This commentary is by David Kelley, a resident of Greensboro.
In response to Spencer Crispe’s recent commentary: The proposed “purple paint law” doesn’t do anything to change the basic laws of Vermont regarding access to privately owned land. In fact, because of discrepancies and contradictions in Vermont’s statutes, those laws need revision.
Title 10, Section 5201 requires that a โno trespassโ sign be in a form furnished by the commissioner of Fish & Wildlife, be signed and dated by the landowner, and be recorded annually with the local town clerk.
Title 13, Section 3705 contains no such requirements. And importantly, that section actually makes it a crime (punishable by up to three months in jail) to enter on private land when there is simply a โsign or placardโ that gives โreasonable noticeโ against trespass.
It is a discrepancy that needs to be addressed. A โpurple paintโ law would clarify this discrepancy and simplify a law that most people, including lawyers, often don’t understand.
As a Vermonter who grew up hunting and fishing in the forests and streams around our home in Pittsford, I am sympathetic to Mr. Crispe’s complaints. However, today I live in Greensboro and have had to cope with guys parking their pickup trucks in front of our house and turning packs of hounds loose to run all over our and our neighbors’ lands, terrorizing bears (not to mention our cats and dogs) even in the hottest summer months when cubs haven’t come close to being weaned.
When they aren’t chasing bears to exhaustion, the hounds have often been engaged in what is little more than legalized dogfighting with coyotes and foxes.

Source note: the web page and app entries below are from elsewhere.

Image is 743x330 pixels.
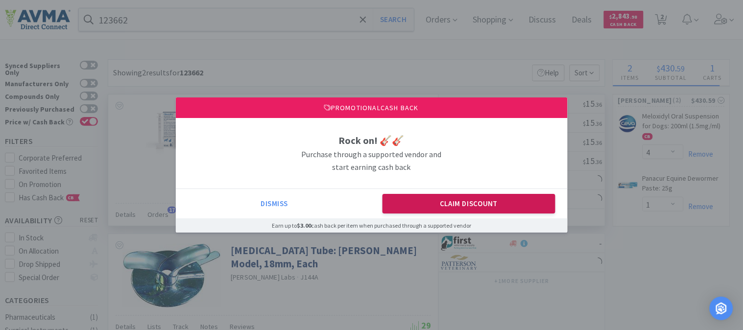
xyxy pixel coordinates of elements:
[297,222,311,229] span: $3.00
[709,297,733,320] div: Open Intercom Messenger
[298,149,445,174] h3: Purchase through a supported vendor and start earning cash back
[188,194,361,213] button: Dismiss
[176,218,567,233] div: Earn up to cash back per item when purchased through a supported vendor
[382,194,555,213] button: Claim Discount
[176,97,567,118] div: Promotional Cash Back
[298,133,445,149] h1: Rock on! 🎸🎸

This is while the owners just sit in their trucks with smartphones, tracking their packs of hounds with radio collars like it is some kind of kidsโ video game.
Our land is now posted and so is most of our neighbors’, and neither packs of hounds nor trappers are welcome. Others (horseback riders, hikers, skiers, etc.) simply need to ask and they are more than welcome.
While I share Mr. Crispe’s concerns, I might take issue with one comment made by Mr. Crispe concerning elitists and โreal Vermonters.โ It doesn’t matter if people using our land are poor or wealthy or if they were born in Vermont or Timbuktu. What matters is that people using the land treat both it and the wildlife that live here with care and respect.